New York Daily News' Scores

For 6,911 reviews, this publication has graded:
  • 42% higher than the average critic
  • 3% same as the average critic
  • 55% lower than the average critic
On average, this publication grades 8.2 points lower than other critics. (0-100 point scale)
Average Movie review score: 57
Highest review score: 100 Fruitvale Station
Lowest review score: 0 The Fourth Kind
Score distribution:
6911 movie reviews
  1. A riveting story.
  2. Just when you think it's a violent drama, it turns into a comic road picture, before finally becoming a tender romance.
  3. A Jane Austen-like tale of sense and sensibility, with some of the wit, but, alas, none of the linguistic legerdemain.
  4. Cinephiles and Billy Wilder fans get a rare opportunity to see the "slightly dirtier" European ending to the director's 1964 sex farce.
  5. In making such an appealing movie about characters who are usually swept under the Hollywood rug, Binder does us all a service.
  6. As tawdry as this may seem, Bertolucci is not trying to one-up himself. He was 27 when the student riots occurred and very much a participant in a revolution that was both complex in its implications and naive in much of the behavior. He has caught that perfectly
  7. That final night of competition is exciting stuff, capped by a heroic victory ride, but this is otherwise a plodding feature about decent young people in a rough-and-tumble sport that makes you wonder how many IQ points they have being bucked around inside their heads.
  8. It's certainly been a while since we've seen a movie this resolutely old-fashioned. But while the script feels a little stiff and moralistic at times, it's hard to fault a film with such an intelligent, good-hearted heroine.
  9. Goldthwait explores his themes more thoughtfully than you'd expect, but ultimately, we know just how things will end. And what's subversive about that?
  10. No matter how silly the situation, each member of the uniformly strong cast creates a nice balance between sentimental and sweet - which is just how every holiday gathering should feel.
  11. The unavoidable obstacle is that the perpetually elegant Knightley does not belong. Not at a prom, not furtively partying in a parent’s basement and not, alas, in this movie.
  12. Free Fire is more of an exercise in how to stretch-out a single scene than a typical movie.
  13. Maybe Keanu would have been stronger in the hands of a more experienced director — they brought Peter Atencio over from their show — but Key and Peele know how to deliver the laughs and killer chemistry.
  14. Plays out like a clunky, not-so-incredible "Incredibles," or a more-despicable "Despicable Me."
  15. Hopped up like a Bugs Bunny cartoon on mescaline and as chatty and uppity as a 5-year-old, Burn After Reading could be seen as the Coen brothers' need to let loose after the tightly wound "No Country for Old Men."
  16. So yes, you'll roll your eyes when the coach defies Papale's naysayers by insisting that "he has heart." But if there's a single surprise on this familiar field, it's that the movie does, too.
  17. Crushingly realistic.
  18. Directors Adi Barash and Ruth Shatz do a brilliant job of letting the South African, Israeli, Cuban and Namibian men aboard speak for themselves.
  19. Energetic, provocative.
  20. For all the trickiness and bluster, Shutter Island is dead inside.
  21. Cooper, Torre and Dane DeHaan, as a soldier smitten with a local girl, stand out among a strong cast. With its big ideas on an intimate scale, this is Sayles' best in a decade.
  22. ATL
    Fresh and unexpected. It feels like a real window on the lives of disenfranchised youths - these are in South Atlanta - as they make their way in a society that doesn't cut them any breaks.
  23. While Cera is charming enough to keep us watching, he's never allowed to cut loose -- even though that's supposed to be the whole point of the movie.
  24. The movie is bookended by a powerful indictment of apartheid and a study of white guilt.
  25. The end result is like Quentin Tarantino reworking a Charles Bukowski story.
  26. You'll need a strong stomach, but director Christopher Smith mixes lots of laughs into the gore. Despite its predictable finish, Severance is bloody good fun.
  27. Burns has assembled such a fine cast that we leave feeling satisfied, as if we didn't get the iPad mini we wanted, but a pretty good novel instead.
  28. A bad Altman impression of the L.A. rock scene.
  29. The performances are first-rate, with the always inventive Macy a standout as the hopeful, tormented Chappy, and Zahn a scream as the lovably imbecilic Wayne.
  30. Hugo Weaving, weaving deftly beneath a fixed plastic grin and Prince Valiant wig as the mysterious avenger in V for Vendetta, both chills and amuses throughout this enjoyable - if occasionally irresponsible - comic-book thriller.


#### [Directions]
Where the word "diagram" shows up in the entries below, please copy the whole line.

(Extracted data)

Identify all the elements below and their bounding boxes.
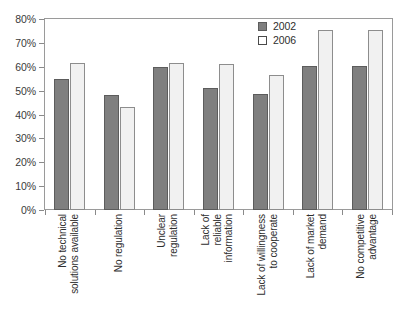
x-axis-category: No competitive advantage <box>341 214 391 316</box>
bar-2002-2 <box>153 67 168 210</box>
x-axis-labels: No technical solutions availableNo regul… <box>44 214 393 316</box>
bar-2002-4 <box>253 94 268 210</box>
y-axis-tick-label: 10% <box>15 181 36 191</box>
y-axis-tick-label: 40% <box>15 110 36 120</box>
x-axis-category: Unclear regulation <box>143 214 193 316</box>
y-axis-tick-label: 70% <box>15 38 36 48</box>
x-axis-category: No technical solutions available <box>44 214 94 316</box>
bar-2002-6 <box>352 66 367 210</box>
y-axis-tick-label: 20% <box>15 157 36 167</box>
chart-legend: 20022006 <box>258 20 328 48</box>
x-axis-category: Lack of market demand <box>292 214 342 316</box>
bar-2006-0 <box>70 63 85 210</box>
bar-group <box>194 19 244 210</box>
y-axis-tick-label: 60% <box>15 62 36 72</box>
bar-2002-3 <box>203 88 218 210</box>
bar-group <box>342 19 392 210</box>
bar-chart: 0%10%20%30%40%50%60%70%80% No technical … <box>0 0 407 316</box>
x-axis-category-label: Lack of market demand <box>305 214 328 278</box>
legend-label: 2006 <box>273 35 296 46</box>
bar-2006-3 <box>219 64 234 210</box>
legend-swatch-2002 <box>258 22 267 31</box>
x-axis-category: Lack of willingness to cooperate <box>242 214 292 316</box>
bar-2006-4 <box>269 75 284 210</box>
y-axis-tick-label: 50% <box>15 86 36 96</box>
y-axis-tick-label: 80% <box>15 14 36 24</box>
y-axis-tick-label: 30% <box>15 133 36 143</box>
legend-label: 2002 <box>273 21 296 32</box>
x-axis-category: No regulation <box>94 214 144 316</box>
bar-2006-5 <box>318 30 333 210</box>
legend-swatch-2006 <box>258 36 267 45</box>
bar-2002-5 <box>302 66 317 210</box>
bar-group <box>95 19 145 210</box>
y-axis-tick-label: 0% <box>21 205 36 215</box>
bars-layer <box>45 19 392 210</box>
x-axis-category-label: No regulation <box>113 214 125 272</box>
bar-2002-1 <box>104 95 119 210</box>
x-axis-category-label: Unclear regulation <box>156 214 179 257</box>
x-axis-category: Lack of reliable information <box>193 214 243 316</box>
legend-entry: 2002 <box>258 20 328 33</box>
bar-group <box>45 19 95 210</box>
bar-2006-1 <box>120 107 135 210</box>
y-axis: 0%10%20%30%40%50%60%70%80% <box>0 0 44 316</box>
bar-group <box>144 19 194 210</box>
legend-entry: 2006 <box>258 34 328 47</box>
x-axis-category-label: No competitive advantage <box>355 214 378 279</box>
x-axis-category-label: Lack of reliable information <box>200 214 235 262</box>
bar-2006-6 <box>368 30 383 210</box>
x-axis-category-label: No technical solutions available <box>57 214 80 294</box>
bar-2002-0 <box>54 79 69 210</box>
x-axis-category-label: Lack of willingness to cooperate <box>256 214 279 295</box>
bar-2006-2 <box>169 63 184 210</box>
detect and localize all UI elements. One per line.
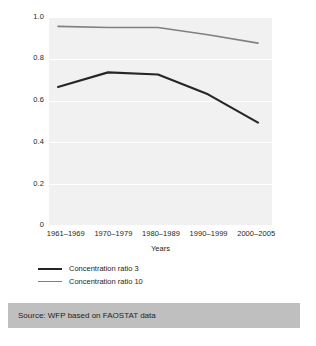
y-tick-label: 0.6 [4,96,44,104]
legend-item-concentration-ratio-3: Concentration ratio 3 [38,262,278,275]
source-text: Source: WFP based on FAOSTAT data [8,311,156,321]
line-concentration-ratio-3 [58,72,258,122]
source-band: Source: WFP based on FAOSTAT data [8,303,300,328]
x-axis-title: Years [49,244,272,253]
chart-legend: Concentration ratio 3 Concentration rati… [38,262,278,288]
y-tick-label: 0.8 [4,54,44,62]
series-plot [49,17,272,226]
plot-area [49,17,272,226]
legend-label: Concentration ratio 10 [69,277,143,286]
x-tick-label: 1970–1979 [90,229,138,238]
y-tick-label: 0 [4,221,44,229]
x-tick-label: 1990–1999 [185,229,233,238]
legend-line-swatch [38,268,62,270]
x-axis-ticks: 1961–1969 1970–1979 1980–1989 1990–1999 … [42,229,280,238]
x-tick-label: 1980–1989 [137,229,185,238]
y-tick-label: 0.2 [4,180,44,188]
y-tick-label: 1.0 [4,13,44,21]
x-tick-label: 2000–2005 [232,229,280,238]
legend-item-concentration-ratio-10: Concentration ratio 10 [38,275,278,288]
x-tick-label: 1961–1969 [42,229,90,238]
y-tick-label: 0.4 [4,138,44,146]
legend-line-swatch [38,281,62,282]
chart-figure: 1.0 0.8 0.6 0.4 0.2 0 1961–1969 1970–197… [0,0,316,346]
line-concentration-ratio-10 [58,26,258,43]
legend-label: Concentration ratio 3 [69,264,139,273]
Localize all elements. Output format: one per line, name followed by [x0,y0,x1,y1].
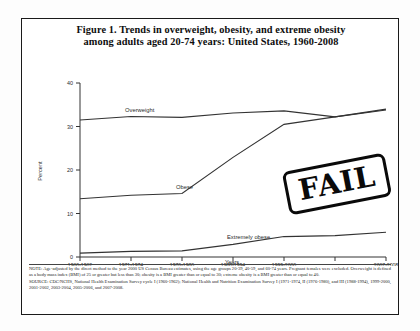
series-label-extremely-obese: Extremely obese [227,234,270,240]
series-label-overweight: Overweight [125,107,155,113]
y-tick-label: 40 [67,80,73,86]
figure-title-line-1: Figure 1. Trends in overweight, obesity,… [34,24,388,36]
y-tick-label: 30 [67,124,73,130]
figure-title-line-2: among adults aged 20-74 years: United St… [34,36,388,48]
figure-notes: NOTE: Age-adjusted by the direct method … [29,266,391,292]
y-tick-label: 20 [67,167,73,173]
series-label-obese: Obese [176,184,193,190]
y-axis: 010203040 [67,80,80,260]
y-tick-label: 0 [70,254,73,260]
figure-frame: Figure 1. Trends in overweight, obesity,… [21,18,399,315]
note-text: NOTE: Age-adjusted by the direct method … [29,266,391,278]
y-axis-ticks: 010203040 [67,80,80,260]
y-tick-label: 10 [67,211,73,217]
y-axis-title: Percent [37,161,43,181]
source-text: SOURCE: CDC/NCHS, National Health Examin… [29,279,391,291]
notes-divider [29,264,391,265]
figure-title: Figure 1. Trends in overweight, obesity,… [34,24,388,49]
document-page: Figure 1. Trends in overweight, obesity,… [0,0,420,331]
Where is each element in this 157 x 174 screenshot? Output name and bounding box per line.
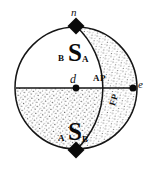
center-point-label: d (70, 73, 76, 85)
upper-sun-subscript-left: B (58, 53, 64, 63)
north-pole-label: n (71, 7, 77, 18)
upper-sun-symbol-group: S B A (68, 39, 82, 67)
east-point-marker (129, 84, 136, 91)
apogee-label: AP (93, 74, 106, 83)
east-point-label: e (138, 79, 143, 90)
upper-sun-symbol: S (68, 39, 82, 67)
lower-sun-subscript-left: A (58, 133, 65, 143)
lower-sun-subscript-right: B (82, 134, 88, 144)
upper-sun-subscript-right: A (82, 54, 89, 64)
diagram-canvas: n e d AP FP S B A S A B (0, 0, 157, 174)
lower-sun-symbol-group: S A B (68, 118, 82, 146)
lower-sun-symbol: S (68, 118, 82, 146)
diagram-svg (0, 0, 157, 174)
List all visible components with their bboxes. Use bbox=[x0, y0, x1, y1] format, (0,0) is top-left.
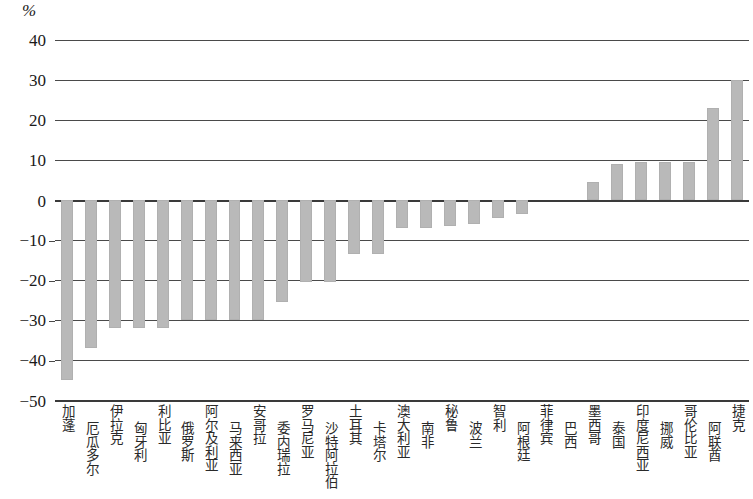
bar bbox=[205, 200, 217, 320]
x-axis-label: 利比亚 bbox=[156, 404, 170, 445]
bar bbox=[396, 200, 408, 228]
bar bbox=[61, 200, 73, 380]
y-axis-unit-label: % bbox=[22, 2, 36, 19]
bar bbox=[587, 182, 599, 200]
bar bbox=[348, 200, 360, 254]
bar bbox=[611, 164, 623, 200]
x-axis-label: 巴西 bbox=[563, 421, 577, 448]
y-tick-label: −30 bbox=[19, 312, 46, 329]
bar bbox=[109, 200, 121, 328]
y-tick-label: 10 bbox=[29, 152, 46, 169]
x-axis-label: 土耳其 bbox=[347, 404, 361, 445]
bars-group bbox=[55, 40, 749, 400]
bar bbox=[683, 162, 695, 200]
bar bbox=[468, 200, 480, 224]
x-axis-label: 挪威 bbox=[658, 421, 672, 448]
x-axis-label: 菲律宾 bbox=[539, 404, 553, 445]
x-axis-label: 阿尔及利亚 bbox=[204, 404, 218, 472]
bar bbox=[181, 200, 193, 320]
x-axis-label: 哥伦比亚 bbox=[682, 404, 696, 458]
bar bbox=[133, 200, 145, 328]
y-tick-label: 20 bbox=[29, 112, 46, 129]
bar bbox=[372, 200, 384, 254]
x-axis-label: 智利 bbox=[491, 404, 505, 431]
x-axis-label: 泰国 bbox=[610, 421, 624, 448]
x-axis-label: 澳大利亚 bbox=[395, 404, 409, 458]
x-axis-label: 加蓬 bbox=[60, 404, 74, 431]
gridline--50: −50 bbox=[55, 400, 749, 402]
x-axis-labels-group: 加蓬厄瓜多尔伊拉克匈牙利利比亚俄罗斯阿尔及利亚马来西亚安哥拉委内瑞拉罗马尼亚沙特… bbox=[55, 404, 749, 499]
bar bbox=[635, 162, 647, 200]
y-tick-label: 40 bbox=[29, 32, 46, 49]
bar bbox=[157, 200, 169, 328]
y-tick-label: −40 bbox=[19, 352, 46, 369]
bar bbox=[300, 200, 312, 282]
x-axis-label: 波兰 bbox=[467, 421, 481, 448]
bar bbox=[420, 200, 432, 228]
chart-page: % 403020100−10−20−30−40−50 加蓬厄瓜多尔伊拉克匈牙利利… bbox=[0, 0, 753, 499]
x-axis-label: 南非 bbox=[419, 421, 433, 448]
x-axis-label: 阿联酋 bbox=[706, 421, 720, 462]
y-tick-label: 0 bbox=[38, 193, 47, 210]
bar bbox=[516, 200, 528, 214]
plot-area: 403020100−10−20−30−40−50 bbox=[55, 40, 749, 400]
bar bbox=[252, 200, 264, 320]
x-axis-label: 墨西哥 bbox=[587, 404, 601, 445]
x-axis-label: 卡塔尔 bbox=[371, 421, 385, 462]
x-axis-label: 印度尼西亚 bbox=[634, 404, 648, 472]
bar bbox=[444, 200, 456, 226]
x-axis-label: 厄瓜多尔 bbox=[84, 421, 98, 475]
x-axis-label: 秘鲁 bbox=[443, 404, 457, 431]
x-axis-label: 匈牙利 bbox=[132, 421, 146, 462]
x-axis-label: 罗马尼亚 bbox=[299, 404, 313, 458]
bar bbox=[229, 200, 241, 320]
bar bbox=[731, 80, 743, 200]
x-axis-label: 沙特阿拉伯 bbox=[323, 421, 337, 489]
x-axis-label: 俄罗斯 bbox=[180, 421, 194, 462]
y-tick-label: −20 bbox=[19, 272, 46, 289]
bar bbox=[492, 200, 504, 218]
y-tick-label: 30 bbox=[29, 72, 46, 89]
x-axis-label: 伊拉克 bbox=[108, 404, 122, 445]
bar bbox=[85, 200, 97, 348]
bar bbox=[659, 162, 671, 200]
y-tick-label: −50 bbox=[19, 393, 46, 410]
y-tick-label: −10 bbox=[19, 232, 46, 249]
x-axis-label: 马来西亚 bbox=[228, 421, 242, 475]
bar bbox=[707, 108, 719, 200]
x-axis-label: 捷克 bbox=[730, 404, 744, 431]
x-axis-label: 安哥拉 bbox=[252, 404, 266, 445]
bar bbox=[324, 200, 336, 282]
x-axis-label: 委内瑞拉 bbox=[275, 421, 289, 475]
x-axis-label: 阿根廷 bbox=[515, 421, 529, 462]
bar bbox=[276, 200, 288, 302]
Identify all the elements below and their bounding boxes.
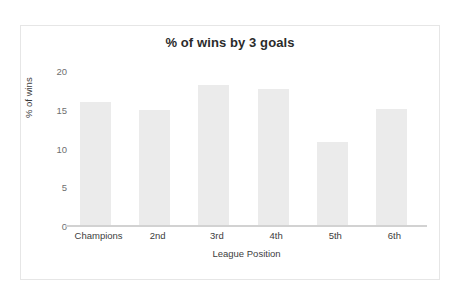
- chart-title: % of wins by 3 goals: [21, 35, 439, 50]
- bar-slot: [247, 71, 306, 226]
- bars-layer: [69, 71, 424, 226]
- x-axis-tick-label: 2nd: [128, 230, 187, 241]
- y-axis-tick-label: 10: [41, 143, 67, 154]
- bar: [376, 109, 407, 226]
- x-axis-title: League Position: [69, 248, 424, 259]
- x-axis-tick-label: Champions: [69, 230, 128, 241]
- x-axis-tick-labels: Champions 2nd 3rd 4th 5th 6th: [69, 230, 424, 246]
- bar-slot: [365, 71, 424, 226]
- chart-figure: % of wins by 3 goals % of wins 0 5 10 15…: [20, 25, 440, 280]
- plot-area: [69, 71, 424, 226]
- y-axis-tick-label: 20: [41, 66, 67, 77]
- y-axis-tick-label: 0: [41, 221, 67, 232]
- bar-slot: [306, 71, 365, 226]
- y-axis-tick-label: 5: [41, 182, 67, 193]
- x-axis-tick-label: 3rd: [187, 230, 246, 241]
- bar: [258, 89, 289, 226]
- x-axis-tick-label: 4th: [247, 230, 306, 241]
- bar: [139, 110, 170, 226]
- y-axis-title: % of wins: [23, 77, 34, 118]
- x-axis-line: [65, 225, 427, 227]
- bar-slot: [69, 71, 128, 226]
- bar: [80, 102, 111, 226]
- y-axis-tick-labels: 0 5 10 15 20: [41, 71, 67, 226]
- x-axis-tick-label: 6th: [365, 230, 424, 241]
- bar-slot: [128, 71, 187, 226]
- bar: [198, 85, 229, 226]
- bar: [317, 142, 348, 226]
- bar-slot: [187, 71, 246, 226]
- y-axis-tick-label: 15: [41, 104, 67, 115]
- x-axis-tick-label: 5th: [306, 230, 365, 241]
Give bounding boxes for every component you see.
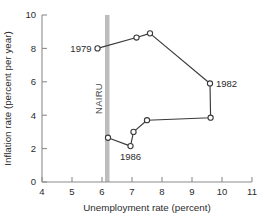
- x-tick-label: 10: [217, 186, 228, 197]
- y-tick-label: 10: [25, 9, 36, 20]
- nairu-band: [105, 15, 110, 182]
- data-point-marker: [207, 81, 212, 86]
- y-tick-label: 8: [31, 43, 36, 54]
- x-tick-label: 9: [189, 186, 194, 197]
- data-point-marker: [144, 118, 149, 123]
- y-axis-tick-labels: 0246810: [25, 9, 36, 187]
- data-point-marker: [208, 115, 213, 120]
- x-axis-ticks: [42, 177, 252, 182]
- year-label-1986: 1986: [120, 151, 141, 162]
- y-tick-label: 4: [31, 110, 36, 121]
- data-point-marker: [95, 46, 100, 51]
- x-tick-label: 7: [129, 186, 134, 197]
- data-point-marker: [105, 135, 110, 140]
- x-axis-tick-labels: 4567891011: [39, 186, 257, 197]
- year-label-1982: 1982: [216, 78, 237, 89]
- x-tick-label: 8: [159, 186, 164, 197]
- year-label-1979: 1979: [70, 43, 91, 54]
- data-point-marker: [134, 35, 139, 40]
- x-axis-title: Unemployment rate (percent): [83, 202, 210, 213]
- nairu-label: NAIRU: [93, 83, 104, 114]
- chart-canvas: 0246810 4567891011 197919821986NAIRU Une…: [0, 0, 265, 219]
- y-axis-ticks: [42, 15, 47, 182]
- y-tick-label: 0: [31, 176, 36, 187]
- x-tick-label: 5: [69, 186, 74, 197]
- x-tick-label: 6: [99, 186, 104, 197]
- data-point-markers: [95, 31, 213, 149]
- data-line-series: [98, 33, 211, 146]
- x-tick-label: 4: [39, 186, 44, 197]
- x-tick-label: 11: [247, 186, 257, 197]
- data-point-marker: [147, 31, 152, 36]
- y-tick-label: 6: [31, 76, 36, 87]
- y-tick-label: 2: [31, 143, 36, 154]
- phillips-curve-chart: 0246810 4567891011 197919821986NAIRU Une…: [0, 0, 265, 219]
- data-point-marker: [128, 143, 133, 148]
- data-point-marker: [131, 129, 136, 134]
- annotation-labels: 197919821986NAIRU: [70, 43, 237, 162]
- y-axis-title: Inflation rate (percent per year): [2, 31, 13, 166]
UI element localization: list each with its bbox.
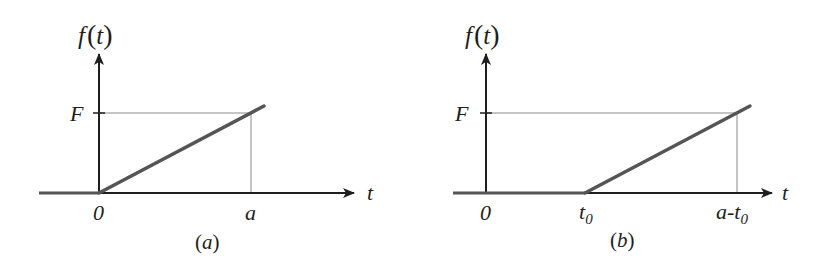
caption-a: (a) [195, 230, 220, 254]
caption-b: (b) [610, 228, 635, 252]
ramp-line [585, 106, 750, 193]
panel-a: f(t) F t 0 a (a) [39, 19, 374, 254]
ramp-line [99, 106, 264, 193]
panel-b: f(t) F t 0 t0 a-t0 (b) [453, 19, 789, 252]
y-axis-label: f(t) [78, 19, 113, 50]
x-tick-a: a [245, 200, 256, 225]
f-level-label: F [69, 101, 84, 126]
x-tick-t0: t0 [579, 199, 593, 227]
x-tick-zero: 0 [93, 200, 104, 225]
x-tick-a-minus-t0: a-t0 [716, 199, 748, 227]
x-axis-label: t [367, 180, 374, 205]
x-axis-label: t [782, 180, 789, 205]
x-tick-zero: 0 [480, 200, 491, 225]
f-level-label: F [454, 101, 469, 126]
y-axis-label: f(t) [465, 19, 500, 50]
ramp-diagram: f(t) F t 0 a (a) f(t) F t 0 t0 [0, 0, 814, 270]
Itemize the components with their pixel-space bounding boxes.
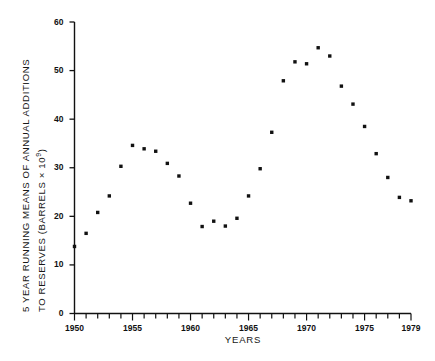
data-point [282,79,285,82]
x-axis-title: YEARS [183,334,303,345]
y-axis-ticks [70,22,75,314]
x-axis-tick-label: 1979 [393,323,429,333]
data-points [73,46,413,248]
data-point [119,165,122,168]
y-axis-tick-label: 30 [42,162,64,172]
data-point [386,176,389,179]
data-point [316,46,319,49]
y-axis-tick-label: 40 [42,114,64,124]
x-axis-tick-label: 1975 [347,323,383,333]
data-point [258,167,261,170]
data-point [351,102,354,105]
y-axis-tick-label: 50 [42,65,64,75]
data-point [142,147,145,150]
y-axis-tick-label: 20 [42,211,64,221]
x-axis-tick-label: 1955 [115,323,151,333]
chart-figure: 5 YEAR RUNNING MEANS OF ANNUAL ADDITIONS… [0,0,435,361]
data-point [293,60,296,63]
data-point [73,245,76,248]
data-point [328,54,331,57]
data-point [340,84,343,87]
plot-area [0,0,435,361]
data-point [200,225,203,228]
x-axis-tick-label: 1970 [289,323,325,333]
data-point [270,131,273,134]
data-point [131,144,134,147]
data-point [189,202,192,205]
axes-lines [75,22,412,314]
x-axis-tick-label: 1960 [173,323,209,333]
data-point [177,174,180,177]
data-point [363,125,366,128]
y-axis-tick-label: 60 [42,17,64,27]
data-point [247,194,250,197]
data-point [96,211,99,214]
data-point [212,219,215,222]
data-point [166,162,169,165]
data-point [398,196,401,199]
data-point [305,62,308,65]
data-point [108,194,111,197]
y-axis-tick-label: 0 [42,308,64,318]
data-point [374,152,377,155]
y-axis-tick-label: 10 [42,259,64,269]
data-point [84,232,87,235]
data-point [154,150,157,153]
x-axis-ticks [75,314,412,321]
x-axis-tick-label: 1965 [231,323,267,333]
data-point [235,217,238,220]
x-axis-tick-label: 1950 [57,323,93,333]
data-point [224,224,227,227]
data-point [409,199,412,202]
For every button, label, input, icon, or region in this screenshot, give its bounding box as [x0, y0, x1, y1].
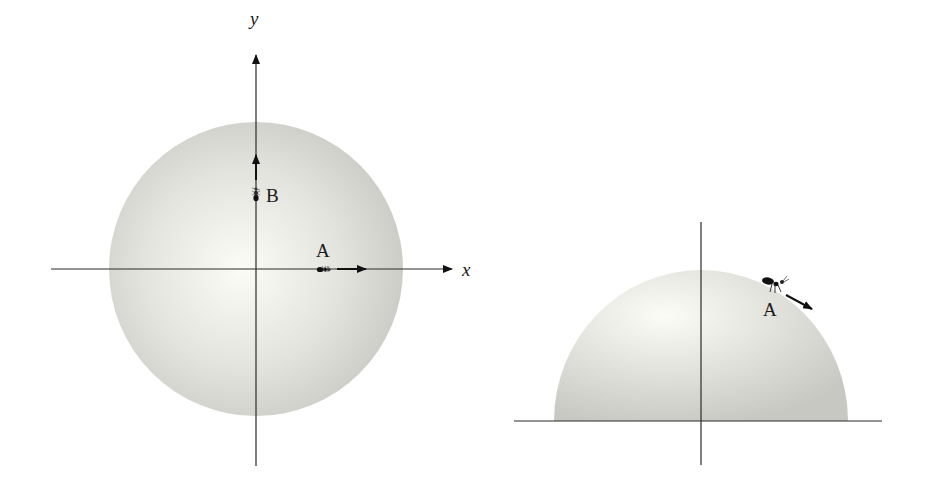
label-a-top: A	[316, 240, 330, 261]
top-view: x y A B	[51, 8, 471, 466]
x-axis-label: x	[461, 259, 471, 280]
y-axis-label: y	[248, 8, 259, 29]
label-a-side: A	[763, 299, 777, 320]
sphere-ant-diagram: x y A B	[0, 0, 929, 497]
side-view: A	[514, 222, 882, 465]
label-b-top: B	[266, 185, 279, 206]
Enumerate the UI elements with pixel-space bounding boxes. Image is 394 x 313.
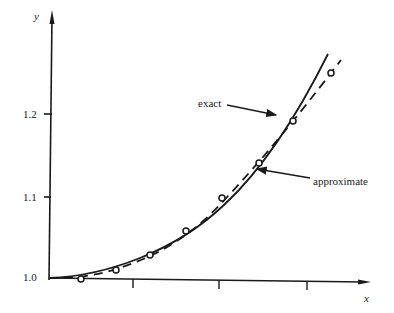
exact-annotation-label: exact bbox=[198, 97, 221, 109]
data-point bbox=[328, 70, 334, 76]
x-axis-arrow-icon bbox=[358, 280, 371, 285]
y-axis-arrow-icon bbox=[50, 10, 55, 24]
data-point bbox=[78, 276, 84, 282]
data-point bbox=[290, 118, 296, 124]
data-point bbox=[183, 228, 189, 234]
data-point bbox=[147, 252, 153, 258]
x-axis bbox=[49, 278, 371, 290]
approximate-curve bbox=[49, 60, 341, 278]
exact-curve bbox=[49, 54, 328, 278]
approximate-arrow-icon bbox=[257, 169, 310, 178]
chart: y x 1.0 1.1 1.2 exact approximate bbox=[0, 0, 394, 313]
data-point bbox=[113, 267, 119, 273]
y-tick-label-1.2: 1.2 bbox=[23, 108, 37, 120]
y-axis-label: y bbox=[33, 10, 39, 22]
exact-arrow-icon bbox=[227, 105, 276, 115]
y-axis bbox=[44, 10, 55, 280]
data-point bbox=[219, 195, 225, 201]
y-tick-label-1.0: 1.0 bbox=[23, 271, 37, 283]
data-point bbox=[256, 160, 262, 166]
approximate-annotation-label: approximate bbox=[313, 175, 368, 187]
y-tick-label-1.1: 1.1 bbox=[23, 191, 37, 203]
x-axis-label: x bbox=[363, 292, 369, 304]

(End Extracted data)

#### [Task output]
diagram-canvas: n e d AP FP S B A S A B (0, 0, 157, 174)
diagram-svg (0, 0, 157, 174)
ramp-diagram: f(t) F t 0 a (a) f(t) F t 0 t0 [0, 0, 814, 270]
sphere-ant-diagram: x y A B	[0, 0, 929, 497]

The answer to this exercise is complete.